News: 0001505738

  ARM Give a man a fire and he's warm for a day, but set fire to him and he's warm for the rest of his life (Terry Pratchett, Jingo)

Linux To Allow Disabling TPM PCR Integrity Protection Due To Performance Bottleneck

([Linux Security] 5 Hours Ago tpm.disable_pcr_integrity=)


Linux 6.10 introduced [1]TPM bus encryption and integrity protection for enhancing the Trusted Platform Module support to protect against interposers from compromising them with TPM sniffing attacks. There is now a new option being added to opt-out of this protection due to a discovered performance bottleneck.

Merged yesterday ahead of the Linux 6.12 stable kernel release is a measure to allow disabling PCR integrity protection with the TPM driver. Opting out of this added security protection is being done since a performance hit was realized with the Integrity Measurement Architecture (IMA).

The [2]commit to Linux 6.12 Git yesterday explains:

"The initial HMAC session feature added TPM bus encryption and/or integrity protection to various in-kernel TPM operations. This can cause performance bottlenecks with IMA, as it heavily utilizes PCR extend operations.

In order to mitigate this performance issue, introduce a kernel command-line parameter to the TPM driver for disabling the integrity protection for PCR extend operations (i.e. TPM2_PCR_Extend)."

The tpm.disable_pcr_integrity= kernel command line parameter is added to allow disabling the PCR integrity protection.

The default behavior is leaving PCR integrity protection enabled for Linux x86_64 systems.



[1] https://www.phoronix.com/news/Linux-610-TPM-Encrypt-Integrity

[2] https://git.kernel.org/pub/scm/linux/kernel/git/torvalds/linux.git/commit/?id=27184f8905ba680f22abf1707fbed24036a67119



jeisom

coder

As usual, I'm overstating the case to knock a few neurons loose, but the
truth is usually somewhere in the muddle, uh, middle.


■ **PROBLEM REQUIREMENTS**:
Leaving out all images, write out the records that follow exactly.

Collected data:
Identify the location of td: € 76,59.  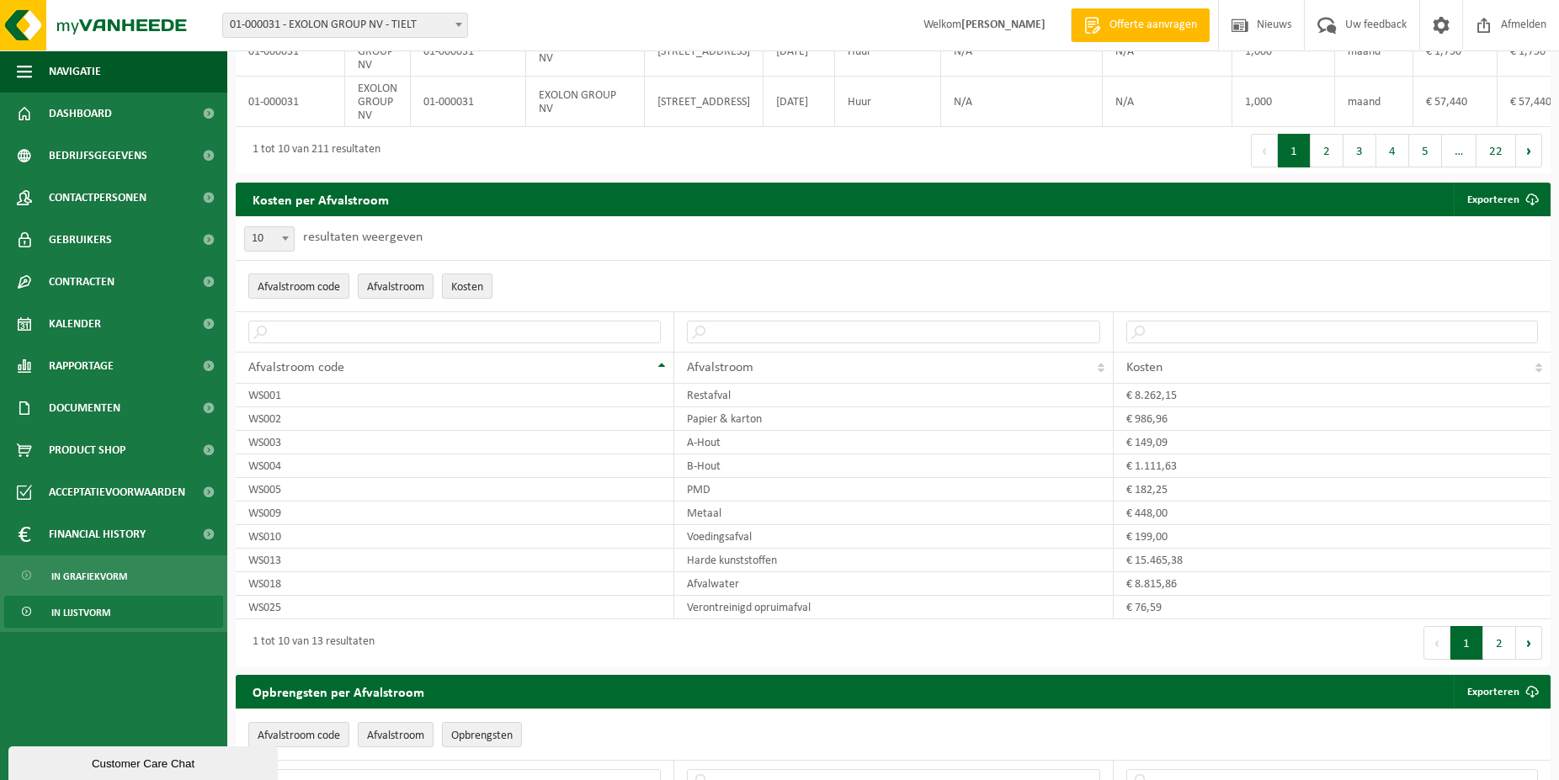
(1332, 608).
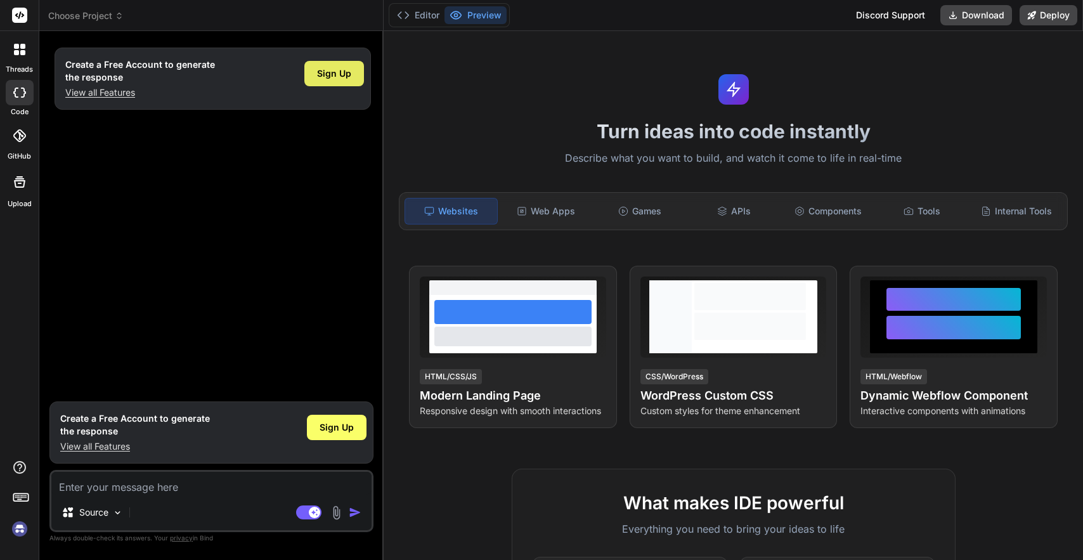  Describe the element at coordinates (94, 512) in the screenshot. I see `p: Source` at that location.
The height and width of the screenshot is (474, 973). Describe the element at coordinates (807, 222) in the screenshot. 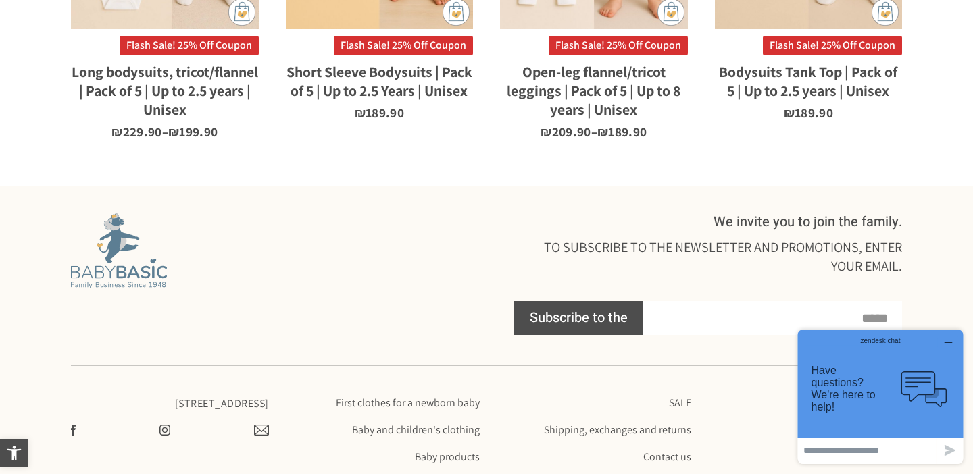

I see `font: We invite you to join the family.` at that location.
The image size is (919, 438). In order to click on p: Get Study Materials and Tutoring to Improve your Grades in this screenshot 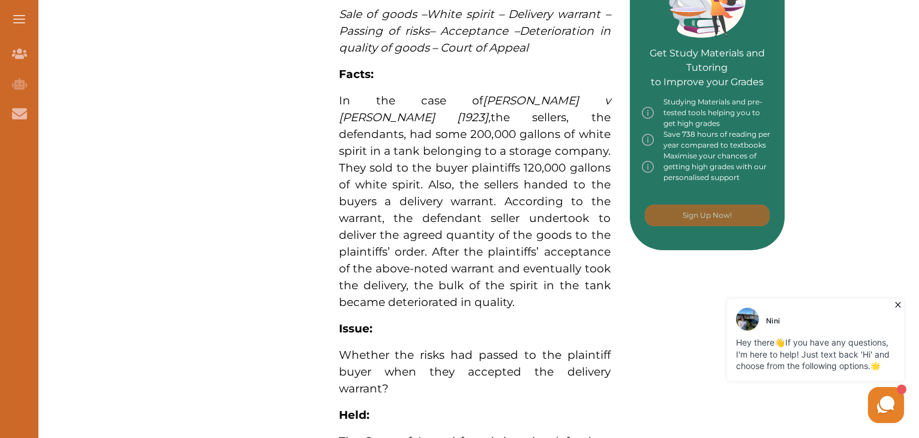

■ **WRITTEN ANSWER**:
Identify the location of td: € 76,59.  
(1332, 608).
  Describe the element at coordinates (94, 512) in the screenshot. I see `p: Source` at that location.
The height and width of the screenshot is (474, 973). Describe the element at coordinates (807, 222) in the screenshot. 

I see `font: We invite you to join the family.` at that location.
The image size is (919, 438). In order to click on p: Get Study Materials and Tutoring to Improve your Grades in this screenshot 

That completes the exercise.